Mesquite ISD chooses not to adopt 4-day week, says it has negative impact
MESQUITE (CBSNewsTexas) – Four-day school weeks have become all the rage across Texas as a way to recruit and retain teachers.
But one North Texas school district made a surprising decision Monday night not to adopt it and presented research showing that it has a significant negative impact on student performance.
It made a mother proud when Kali Shumate helped open tonight's Mesquite ISD board meeting.
The kindergartner and her brother, who's in the second grade, have a single mother who needs them in school five days a week.
"School is really my only daycare during the week," said Mesquite ISD parent Dominique Bailey.
She became worried when Mesquite ISD considered adopting the popular four-day school week calendar starting next fall.
"I just felt like it was going to be a burden on parents trying to find babysitters on a Friday," she said.
But Monday night, Mesquite's school board instead decided against the Monday through Thursday schedule as an incentive to retain and recruit more teachers.
The district will instead offer more four-day weekends and planning days during the school year as well as give teachers a full week off in the fall to address issues that have been driving people away from the profession.
"Such as better work life balance, more time off more time for planning that sort of thing," said Mesquite ISD Chief Information Officer Laura Jobe.
School days will start 15 minutes earlier, at 7:40 a.m., to compensate for the extra days off.
Mesquite ISD also rejected four-day school weeks after reading a Brown University study that found that students were falling behind in math and reading.
"The negative effects of the schedule are disproportionately larger in non-rural schools than rural schools and for female students, and they may grow over time."
"And what we saw was that it disproportionately impacted Hispanic and African-American students and bilingual students, and that's the majority of our student population so we just took that as a caution and a chance to pause," said Jobe.
The school board also approved a slight pay raise in a district that right now could use 40 more teachers.
Mesquite ISD is also worried about talk that the Texas legislature might follow the lead of some other states that have banned four-day school weeks.
Even though there are no current bills filed, it's a lingering concern that looms over the growing number of districts across Texas that are adopting it for the next school year.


» **Problem description**
Reproduce all the entries, matching the original word for word.

☆ ☆ ☆

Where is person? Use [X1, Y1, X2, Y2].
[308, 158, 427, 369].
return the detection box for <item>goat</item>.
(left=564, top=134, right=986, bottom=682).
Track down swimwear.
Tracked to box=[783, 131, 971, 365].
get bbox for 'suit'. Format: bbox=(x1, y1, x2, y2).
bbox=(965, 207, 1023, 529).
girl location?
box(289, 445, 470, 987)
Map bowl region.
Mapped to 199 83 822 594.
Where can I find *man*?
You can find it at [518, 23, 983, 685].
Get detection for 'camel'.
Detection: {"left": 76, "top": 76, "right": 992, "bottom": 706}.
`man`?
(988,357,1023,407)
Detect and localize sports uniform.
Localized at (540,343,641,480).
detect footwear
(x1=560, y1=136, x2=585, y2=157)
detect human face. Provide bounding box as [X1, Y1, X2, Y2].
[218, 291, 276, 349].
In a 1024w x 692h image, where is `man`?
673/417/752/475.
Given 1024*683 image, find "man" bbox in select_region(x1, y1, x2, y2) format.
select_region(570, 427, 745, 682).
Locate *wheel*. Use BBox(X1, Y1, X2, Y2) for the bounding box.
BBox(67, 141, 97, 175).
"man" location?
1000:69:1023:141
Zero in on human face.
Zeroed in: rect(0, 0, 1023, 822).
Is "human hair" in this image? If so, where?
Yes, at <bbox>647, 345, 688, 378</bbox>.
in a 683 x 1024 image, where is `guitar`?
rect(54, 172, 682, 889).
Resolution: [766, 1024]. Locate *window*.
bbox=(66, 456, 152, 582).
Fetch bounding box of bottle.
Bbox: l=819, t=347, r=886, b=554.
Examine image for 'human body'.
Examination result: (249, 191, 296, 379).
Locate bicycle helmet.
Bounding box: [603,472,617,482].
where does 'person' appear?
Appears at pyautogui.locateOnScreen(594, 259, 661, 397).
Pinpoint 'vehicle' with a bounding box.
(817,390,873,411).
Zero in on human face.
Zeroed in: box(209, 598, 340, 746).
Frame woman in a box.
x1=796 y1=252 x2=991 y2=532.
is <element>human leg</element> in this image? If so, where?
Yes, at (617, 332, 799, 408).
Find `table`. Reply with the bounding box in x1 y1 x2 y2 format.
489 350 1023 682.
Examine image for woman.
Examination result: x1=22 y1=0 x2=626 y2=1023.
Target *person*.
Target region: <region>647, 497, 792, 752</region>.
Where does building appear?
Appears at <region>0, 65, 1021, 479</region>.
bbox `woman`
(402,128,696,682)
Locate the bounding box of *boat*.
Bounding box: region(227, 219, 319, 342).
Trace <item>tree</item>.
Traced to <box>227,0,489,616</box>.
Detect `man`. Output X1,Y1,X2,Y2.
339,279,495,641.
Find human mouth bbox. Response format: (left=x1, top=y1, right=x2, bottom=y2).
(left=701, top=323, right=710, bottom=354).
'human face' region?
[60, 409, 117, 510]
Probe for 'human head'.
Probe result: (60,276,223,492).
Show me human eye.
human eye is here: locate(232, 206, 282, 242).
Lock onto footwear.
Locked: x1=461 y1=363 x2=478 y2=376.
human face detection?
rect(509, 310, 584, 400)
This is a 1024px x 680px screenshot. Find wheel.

☆ ☆ ☆

» **Answer for this exercise**
Where is person? Use [X1, Y1, X2, Y2].
[308, 158, 427, 369].
return the detection box for <item>goat</item>.
(left=564, top=134, right=986, bottom=682).
Track down swimwear.
Tracked to box=[783, 131, 971, 365].
get bbox for 'suit'. Format: bbox=(x1, y1, x2, y2).
bbox=(965, 207, 1023, 529).
girl location?
box(289, 445, 470, 987)
Map bowl region.
Mapped to 199 83 822 594.
Where can I find *man*?
You can find it at [518, 23, 983, 685].
Get detection for 'camel'.
Detection: {"left": 76, "top": 76, "right": 992, "bottom": 706}.
`man`?
(988,357,1023,407)
Detect and localize sports uniform.
Localized at (540,343,641,480).
detect footwear
(x1=560, y1=136, x2=585, y2=157)
detect human face. Provide bounding box as [X1, Y1, X2, Y2].
[218, 291, 276, 349].
In a 1024w x 692h image, where is `man`?
673/417/752/475.
Given 1024*683 image, find "man" bbox in select_region(x1, y1, x2, y2) format.
select_region(570, 427, 745, 682).
Locate *wheel*. Use BBox(X1, Y1, X2, Y2) for the bounding box.
BBox(67, 141, 97, 175).
"man" location?
1000:69:1023:141
Zero in on human face.
Zeroed in: rect(0, 0, 1023, 822).
Is "human hair" in this image? If so, where?
Yes, at <bbox>647, 345, 688, 378</bbox>.
in a 683 x 1024 image, where is `guitar`?
rect(54, 172, 682, 889).
Resolution: [766, 1024]. Locate *window*.
bbox=(66, 456, 152, 582).
Fetch bounding box of bottle.
Bbox: l=819, t=347, r=886, b=554.
Examine image for 'human body'.
Examination result: (249, 191, 296, 379).
Locate bicycle helmet.
Bounding box: [603,472,617,482].
where does 'person' appear?
Appears at pyautogui.locateOnScreen(594, 259, 661, 397).
Pinpoint 'vehicle' with a bounding box.
(817,390,873,411).
Zero in on human face.
Zeroed in: box(209, 598, 340, 746).
Frame woman in a box.
x1=796 y1=252 x2=991 y2=532.
is <element>human leg</element> in this image? If so, where?
Yes, at (617, 332, 799, 408).
Find `table`. Reply with the bounding box in x1 y1 x2 y2 format.
489 350 1023 682.
Examine image for woman.
Examination result: x1=22 y1=0 x2=626 y2=1023.
Target *person*.
Target region: <region>647, 497, 792, 752</region>.
Where does building appear?
Appears at <region>0, 65, 1021, 479</region>.
bbox `woman`
(402,128,696,682)
Locate the bounding box of *boat*.
Bounding box: region(227, 219, 319, 342).
Trace <item>tree</item>.
Traced to <box>227,0,489,616</box>.
Detect `man`. Output X1,Y1,X2,Y2.
339,279,495,641.
Find human mouth bbox. Response format: (left=x1, top=y1, right=x2, bottom=y2).
(left=701, top=323, right=710, bottom=354).
'human face' region?
[60, 409, 117, 510]
Probe for 'human head'.
Probe result: (60,276,223,492).
Show me human eye.
human eye is here: locate(232, 206, 282, 242).
Lock onto footwear.
Locked: x1=461 y1=363 x2=478 y2=376.
human face detection?
rect(509, 310, 584, 400)
This is a 1024px x 680px screenshot. Find wheel.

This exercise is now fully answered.